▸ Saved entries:
/---

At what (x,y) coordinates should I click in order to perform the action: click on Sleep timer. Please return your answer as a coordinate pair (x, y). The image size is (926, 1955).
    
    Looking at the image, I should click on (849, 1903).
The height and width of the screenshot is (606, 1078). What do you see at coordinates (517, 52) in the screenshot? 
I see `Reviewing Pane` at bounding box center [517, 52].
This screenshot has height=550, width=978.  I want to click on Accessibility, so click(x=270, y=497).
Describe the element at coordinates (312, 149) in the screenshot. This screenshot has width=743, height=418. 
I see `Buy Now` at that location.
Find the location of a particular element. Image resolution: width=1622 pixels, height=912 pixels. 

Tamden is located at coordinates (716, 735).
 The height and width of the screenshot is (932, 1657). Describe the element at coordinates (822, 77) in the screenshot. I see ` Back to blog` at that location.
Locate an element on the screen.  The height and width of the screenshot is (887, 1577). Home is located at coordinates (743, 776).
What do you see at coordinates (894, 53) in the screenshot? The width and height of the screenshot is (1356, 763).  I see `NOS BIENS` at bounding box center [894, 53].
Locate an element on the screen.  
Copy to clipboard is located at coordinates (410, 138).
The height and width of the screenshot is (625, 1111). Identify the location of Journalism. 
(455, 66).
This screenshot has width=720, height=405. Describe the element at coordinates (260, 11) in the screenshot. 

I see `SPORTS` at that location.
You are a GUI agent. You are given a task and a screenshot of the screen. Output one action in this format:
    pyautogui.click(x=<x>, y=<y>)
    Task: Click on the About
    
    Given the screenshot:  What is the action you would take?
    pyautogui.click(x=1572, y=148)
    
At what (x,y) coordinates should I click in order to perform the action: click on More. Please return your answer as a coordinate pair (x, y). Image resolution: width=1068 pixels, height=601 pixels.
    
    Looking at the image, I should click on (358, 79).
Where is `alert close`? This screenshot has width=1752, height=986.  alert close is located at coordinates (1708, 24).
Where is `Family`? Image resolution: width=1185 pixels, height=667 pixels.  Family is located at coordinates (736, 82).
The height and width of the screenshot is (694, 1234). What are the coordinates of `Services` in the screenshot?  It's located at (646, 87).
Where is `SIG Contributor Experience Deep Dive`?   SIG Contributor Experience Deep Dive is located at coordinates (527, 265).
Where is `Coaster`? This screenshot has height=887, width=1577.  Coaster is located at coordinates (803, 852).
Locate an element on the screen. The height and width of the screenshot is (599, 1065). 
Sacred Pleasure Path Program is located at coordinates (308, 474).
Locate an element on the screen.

\---

▸ DIRECTIONS: In the entries above, count each line that includes "Where" and report the total with no other text.

▸ RESPONSE BELOW: 4